In Hilton's case, many thousands of organizations and individuals contacted the hotel's executives (with email addresses supplied by Truman) to condemn the chain's pornography rentals and promise to take their business elsewhere. “It hurts when you lose entire conventions at a time, and we know that happened,” said Truman. Now NCSE is asking supporters to thank Hilton by returning for a stay.

The issue is not just about the exploitation of the pornographic models, many of whom live and work in conditions close to slavery, but about the de-moralization of America, said Rob McIntire, a sex addiction counselor in Colorado Springs. “In more than half the divorces in Colorado, pornography is listed as a factor. Most women say they feel degraded by the knowledge their husband is looking at porn. They say it is like having another person in the bedroom.”

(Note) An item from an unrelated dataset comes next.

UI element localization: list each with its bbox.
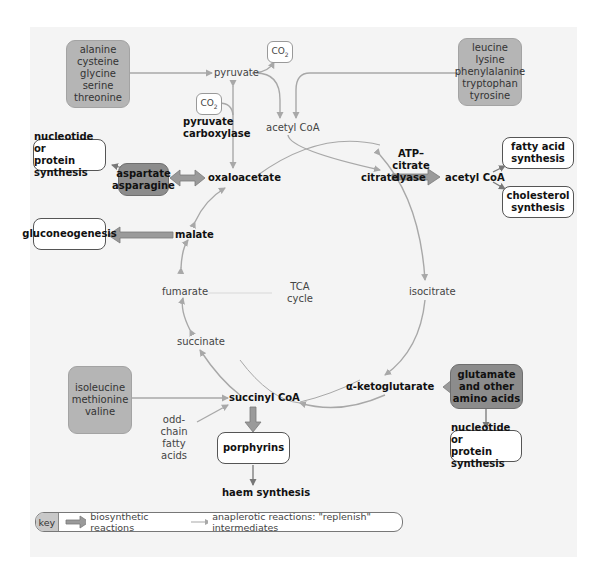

McIntire applauded Hilton's move. His clientele of mostly male sex addicts “frequently acted out with porn when they stayed in hotels. And so did I. When I was working away, and staying in hotels, I would starve myself rather than eat so that I could spend my per diem on porn.”

In recovery, his clients phone ahead to have the TVs removed from their hotel rooms or disabled. “But if there is a hotel with no porn, I'm sure they will be looking for it.” Wives of porn addicts as well will be checking to make sure their husbands pick the porn-free hotels, and Christian organizations will do the same. “This could be really profitable for Hilton,” said McIntire.